Appalshop, a culture and arts center and a cornerstone of Whitesburg, Ky., was underwater.
“It was all consuming,” Caroline Rubens, Appalshop’s archive director, said in a recent interview.
Now, a year after record floods tore through southeastern Kentucky, killing more than three dozen people and displacing hundreds more whose homes were washed away, Appalshop and its community are still writing the next chapter of its 54-year history.
Appalshop started as a film workshop in 1969 but expanded its mission to include documenting and celebrating Appalachian culture through theater, music, photography and literary programs. Over the decades it amassed a rich archive that serves as a repository of central Appalachian history.
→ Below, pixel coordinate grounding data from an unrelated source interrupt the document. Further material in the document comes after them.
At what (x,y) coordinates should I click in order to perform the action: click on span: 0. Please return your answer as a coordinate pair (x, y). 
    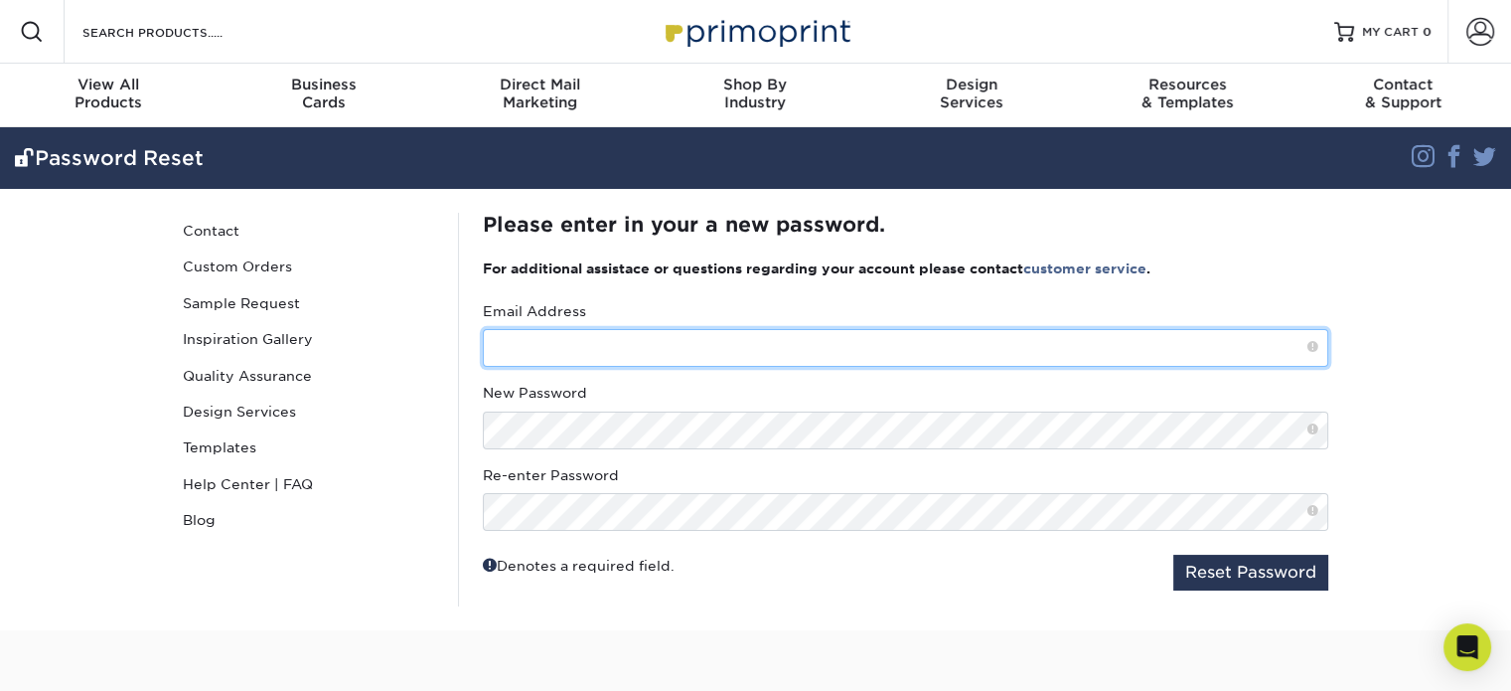
    Looking at the image, I should click on (1427, 32).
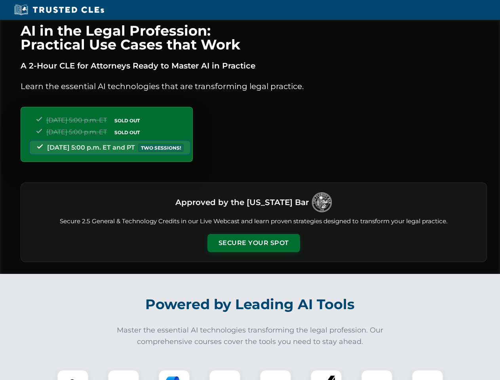 Image resolution: width=500 pixels, height=380 pixels. I want to click on p: Learn the essential AI technologies that are transforming legal practice., so click(254, 86).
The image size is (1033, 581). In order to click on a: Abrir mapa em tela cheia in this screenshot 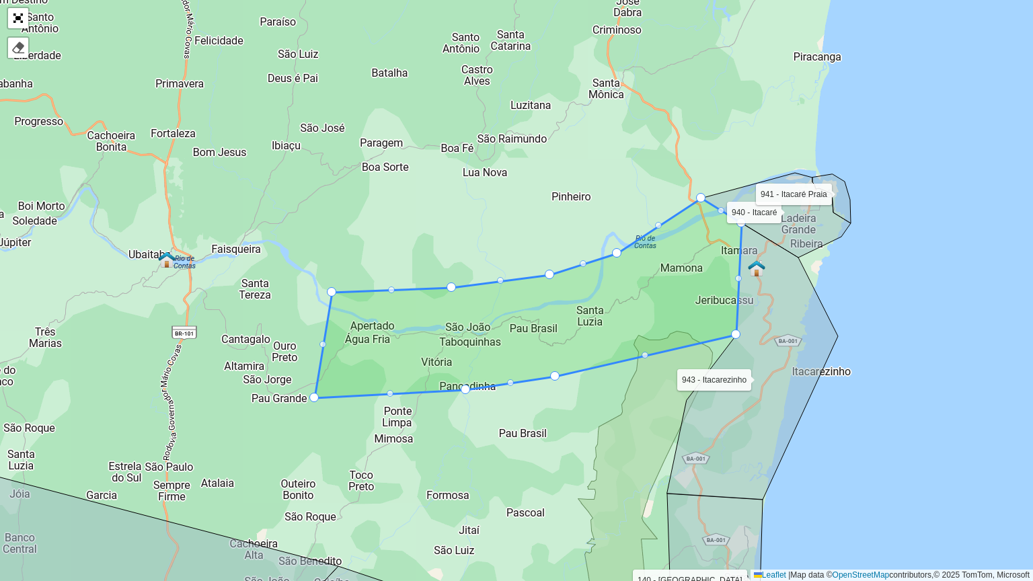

The organization has managed to recover more than 13,500 archival items since the flood, including videos, audio recordings, photographs and artwork that document history and life in the Appalachian Mountains, thanks in large part to services donated by Iron Mountain, a data management company that preserves and protects cultural heritage assets.
Iron Mountain is storing about 9,000 audiovisual items in underground facilities in Pennsylvania and New Jersey. Many of those items are being cleaned and digitized for an expanded online library. Additional items have been spread among two other labs in New Jersey and Maryland, and in Appalshop’s temporary space in Whitesburg.
Appalshop has converted an R.V. into a new mobile studio for its radio station, giving its staff members the flexibility to be at the scene of emergencies like the one they weathered last July.
And perhaps most important, the center has not stopped its community programming. Appalshop just wrapped its annual summer documentary institute and held a community gathering to commemorate the anniversary of the flood, including the premiere of a new documentary about the devastation, “All Is Not Lost.”